New York City attorney Seth Goldstein, who represented the union, said, “I’m just happy that we were able to push back against forced arbitration and that the Trump board realized the negative implications of forcing employees to bring unfair labor practices to arbitration. All law has cycles, and this is the start of pushback against forced arbitration.”
But weeks later, the board overturned an ALJ ruling in a separate case involving employees who filed a collective action against their employer and challenged a forced arbitration agreement that waived their right to class or collective actions. Steven Ramirez filed a collective action against his employer, Cordúa Restaurants, with six other employees for violations of the Fair Labor Standards Act and the Texas Minimum Wage Act. Ramirez was subsequently fired, and Cordúa forced employees to sign a new arbitration agreement waiving their right to class or collective action. Employees were informed that failure to sign the agreement could lead to their hours being reduced and other disciplinary actions. An ALJ had ruled in favor of the employees before the Epic Systems ruling came down, and the board now reviewed the decision under the Epic Systems framework.
The board dealt with two issues of first impression following Epic Systems: whether the NLRA prohibits employers from creating forced arbitration agreements that waive class and collective actions in response to employees opting in to such an action and whether the statute prohibits employers from threatening to discipline or terminate an employee for filing a class or collective action with other employees. The board found that the NLRA does neither, meaning that employers can alter arbitration agreements after employees have filed class or collective actions and threaten their jobs if they refuse to sign those agreements. The board held that simply promulgating a forced arbitration agreement that requires employees to waive their class and collective action rights does not violate §7 of the NLRA because opting into a class or collective action is a procedural step and thus restricting employees from doing so does not affect a substantive §7 right.

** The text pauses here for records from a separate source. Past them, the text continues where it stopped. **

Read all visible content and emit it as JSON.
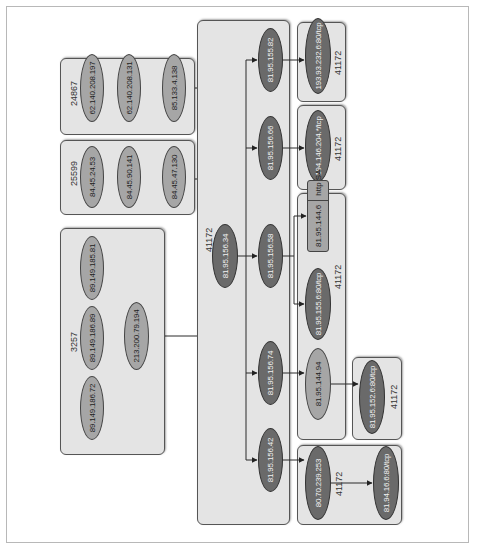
{
  "diagram": {
    "orientation": "rotated 90 degrees counter-clockwise",
    "colors": {
      "box_fill": "#e4e4e4",
      "node_light": "#a6a6a6",
      "node_dark": "#6a6a6a",
      "edge": "#333333"
    },
    "groups": [
      {
        "id": "as24867",
        "label": "24867",
        "nodes": [
          "62.140.208.197",
          "62.140.208.131",
          "85.133.4.138"
        ]
      },
      {
        "id": "as25599",
        "label": "25599",
        "nodes": [
          "84.45.24.53",
          "84.45.90.141",
          "84.45.47.130"
        ]
      },
      {
        "id": "as3257",
        "label": "3257",
        "nodes": [
          "89.149.185.81",
          "89.149.186.89",
          "89.149.186.72",
          "213.200.79.194"
        ]
      },
      {
        "id": "as41172_core",
        "label": "41172",
        "nodes": [
          "81.95.156.34",
          "81.95.155.82",
          "81.95.156.66",
          "81.95.156.58",
          "81.95.156.74",
          "81.95.156.42"
        ]
      },
      {
        "id": "as41172_a",
        "label": "41172",
        "nodes": [
          "193.93.232.6:80/tcp"
        ]
      },
      {
        "id": "as41172_b",
        "label": "41172",
        "nodes": [
          "194.146.204.*/tcp"
        ]
      },
      {
        "id": "as41172_c",
        "label": "41172",
        "nodes": [
          "81.95.144.6 | http SA",
          "81.95.155.6:80/tcp",
          "81.95.144.94"
        ]
      },
      {
        "id": "as41172_d",
        "label": "41172",
        "nodes": [
          "81.95.152.6:80/tcp"
        ]
      },
      {
        "id": "as41172_e",
        "label": "41172",
        "nodes": [
          "80.70.239.253",
          "81.94.16.6:80/tcp"
        ]
      }
    ],
    "nodes": {
      "n62_197": "62.140.208.197",
      "n62_131": "62.140.208.131",
      "n85_138": "85.133.4.138",
      "n84_53": "84.45.24.53",
      "n84_141": "84.45.90.141",
      "n84_130": "84.45.47.130",
      "n89_81": "89.149.185.81",
      "n89_89": "89.149.186.89",
      "n89_72": "89.149.186.72",
      "n213_194": "213.200.79.194",
      "n81_34": "81.95.156.34",
      "n81_82": "81.95.155.82",
      "n81_66": "81.95.156.66",
      "n81_58": "81.95.156.58",
      "n81_74": "81.95.156.74",
      "n81_42": "81.95.156.42",
      "n193": "193.93.232.6:80/tcp",
      "n194": "194.146.204.*/tcp",
      "n144_6_ip": "81.95.144.6",
      "n144_6_flag": "http SA",
      "n155_6": "81.95.155.6:80/tcp",
      "n144_94": "81.95.144.94",
      "n152_6": "81.95.152.6:80/tcp",
      "n80_253": "80.70.239.253",
      "n81_94": "81.94.16.6:80/tcp"
    },
    "edges": [
      [
        "62.140.208.197",
        "62.140.208.131"
      ],
      [
        "62.140.208.131",
        "85.133.4.138"
      ],
      [
        "85.133.4.138",
        "81.95.156.34"
      ],
      [
        "84.45.24.53",
        "84.45.90.141"
      ],
      [
        "84.45.90.141",
        "84.45.47.130"
      ],
      [
        "84.45.47.130",
        "81.95.156.34"
      ],
      [
        "89.149.185.81",
        "213.200.79.194"
      ],
      [
        "89.149.186.89",
        "213.200.79.194"
      ],
      [
        "89.149.186.72",
        "213.200.79.194"
      ],
      [
        "213.200.79.194",
        "81.95.156.34"
      ],
      [
        "81.95.156.34",
        "81.95.155.82"
      ],
      [
        "81.95.156.34",
        "81.95.156.66"
      ],
      [
        "81.95.156.34",
        "81.95.156.58"
      ],
      [
        "81.95.156.34",
        "81.95.156.74"
      ],
      [
        "81.95.156.34",
        "81.95.156.42"
      ],
      [
        "81.95.155.82",
        "193.93.232.6:80/tcp"
      ],
      [
        "81.95.156.66",
        "194.146.204.*/tcp"
      ],
      [
        "81.95.156.58",
        "81.95.144.6"
      ],
      [
        "81.95.156.58",
        "81.95.155.6:80/tcp"
      ],
      [
        "81.95.156.74",
        "81.95.144.94"
      ],
      [
        "81.95.144.94",
        "81.95.152.6:80/tcp"
      ],
      [
        "81.95.156.42",
        "80.70.239.253"
      ],
      [
        "80.70.239.253",
        "81.94.16.6:80/tcp"
      ]
    ]
  }
}
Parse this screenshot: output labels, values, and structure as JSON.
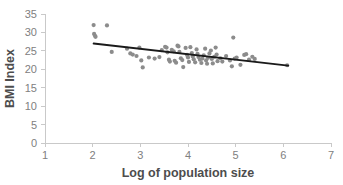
{
  "chart_data": {
    "type": "scatter",
    "title": "",
    "xlabel": "Log of population size",
    "ylabel": "BMI Index",
    "xlim": [
      1,
      7
    ],
    "ylim": [
      0,
      35
    ],
    "xticks": [
      1,
      2,
      3,
      4,
      5,
      6,
      7
    ],
    "yticks": [
      0,
      5,
      10,
      15,
      20,
      25,
      30,
      35
    ],
    "xtick_labels": [
      "1",
      "2",
      "3",
      "4",
      "5",
      "6",
      "7"
    ],
    "ytick_labels": [
      "0",
      "5",
      "10",
      "15",
      "20",
      "25",
      "30",
      "35"
    ],
    "grid": false,
    "legend": false,
    "point_color": "#8c8c8c",
    "trendline_color": "#1a1a1a",
    "axis_color": "#c9c9c9",
    "tick_label_color": "#808080",
    "axis_title_color": "#4d4d4d",
    "points": [
      [
        2.02,
        32.0
      ],
      [
        2.3,
        31.9
      ],
      [
        2.03,
        29.6
      ],
      [
        2.05,
        29.1
      ],
      [
        2.06,
        28.8
      ],
      [
        2.4,
        24.7
      ],
      [
        2.72,
        25.6
      ],
      [
        2.79,
        24.3
      ],
      [
        2.84,
        24.0
      ],
      [
        2.92,
        23.6
      ],
      [
        2.98,
        25.9
      ],
      [
        3.02,
        22.4
      ],
      [
        3.05,
        20.5
      ],
      [
        3.18,
        23.2
      ],
      [
        3.3,
        22.9
      ],
      [
        3.4,
        23.3
      ],
      [
        3.45,
        25.2
      ],
      [
        3.52,
        26.1
      ],
      [
        3.55,
        25.9
      ],
      [
        3.57,
        24.6
      ],
      [
        3.6,
        22.6
      ],
      [
        3.62,
        22.1
      ],
      [
        3.66,
        25.3
      ],
      [
        3.7,
        24.9
      ],
      [
        3.72,
        22.3
      ],
      [
        3.75,
        21.8
      ],
      [
        3.78,
        26.4
      ],
      [
        3.8,
        26.2
      ],
      [
        3.82,
        24.7
      ],
      [
        3.85,
        23.0
      ],
      [
        3.88,
        22.5
      ],
      [
        3.9,
        20.6
      ],
      [
        3.95,
        25.8
      ],
      [
        3.98,
        23.9
      ],
      [
        4.0,
        23.2
      ],
      [
        4.02,
        22.0
      ],
      [
        4.05,
        26.0
      ],
      [
        4.08,
        24.4
      ],
      [
        4.1,
        23.5
      ],
      [
        4.12,
        22.7
      ],
      [
        4.15,
        21.9
      ],
      [
        4.18,
        25.4
      ],
      [
        4.2,
        24.2
      ],
      [
        4.22,
        23.3
      ],
      [
        4.25,
        22.6
      ],
      [
        4.28,
        21.7
      ],
      [
        4.3,
        22.9
      ],
      [
        4.33,
        23.8
      ],
      [
        4.36,
        25.6
      ],
      [
        4.38,
        22.4
      ],
      [
        4.4,
        21.5
      ],
      [
        4.42,
        23.1
      ],
      [
        4.45,
        24.3
      ],
      [
        4.48,
        25.1
      ],
      [
        4.5,
        22.8
      ],
      [
        4.52,
        21.6
      ],
      [
        4.55,
        23.4
      ],
      [
        4.58,
        25.9
      ],
      [
        4.6,
        24.0
      ],
      [
        4.62,
        22.2
      ],
      [
        4.68,
        23.0
      ],
      [
        4.72,
        22.1
      ],
      [
        4.8,
        23.6
      ],
      [
        4.88,
        22.4
      ],
      [
        4.92,
        20.8
      ],
      [
        4.95,
        28.6
      ],
      [
        4.98,
        22.9
      ],
      [
        5.02,
        23.2
      ],
      [
        5.1,
        21.2
      ],
      [
        5.18,
        23.9
      ],
      [
        5.22,
        24.1
      ],
      [
        5.28,
        22.6
      ],
      [
        5.35,
        23.4
      ],
      [
        5.4,
        22.8
      ],
      [
        6.08,
        21.1
      ]
    ],
    "trendline": {
      "x_start": 2.02,
      "y_start": 27.0,
      "x_end": 6.1,
      "y_end": 21.0,
      "slope": -1.47,
      "intercept": 29.97
    },
    "n_points": 75
  }
}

But the board also reaffirmed that §8(a)(1) of the NLRA prohibits employers from taking an adverse action against an employee who chooses to engage “in concerted legal activity” under §7, which includes joining a class or collective action. When Ramirez filed the collective action, said the board, he was engaging in protected concerted activity under §7, and terminating him for that activity violated the NLRA. The board explained that Epic Systems did not address this particular issue, and although the ruling allows employers to create forced arbitration agreements that waive collective actions and seek to compel individual arbitration, “it did not similarly entitle [them] to discharge” employees for filing collective actions related to their wage-and-hour claims.
In a dissent, board member Lauren McFerran wrote that “if the respondent’s only aim were to compel arbitration, that would be lawful on its face under Epic Systems. . . . But here the respondent’s act of promulgating the new agreement was an attempt to discourage the employees from engaging in conduct protected by the Act—namely, opting into the lawsuit. This renders the otherwise lawful revised arbitration agreement unlawful.”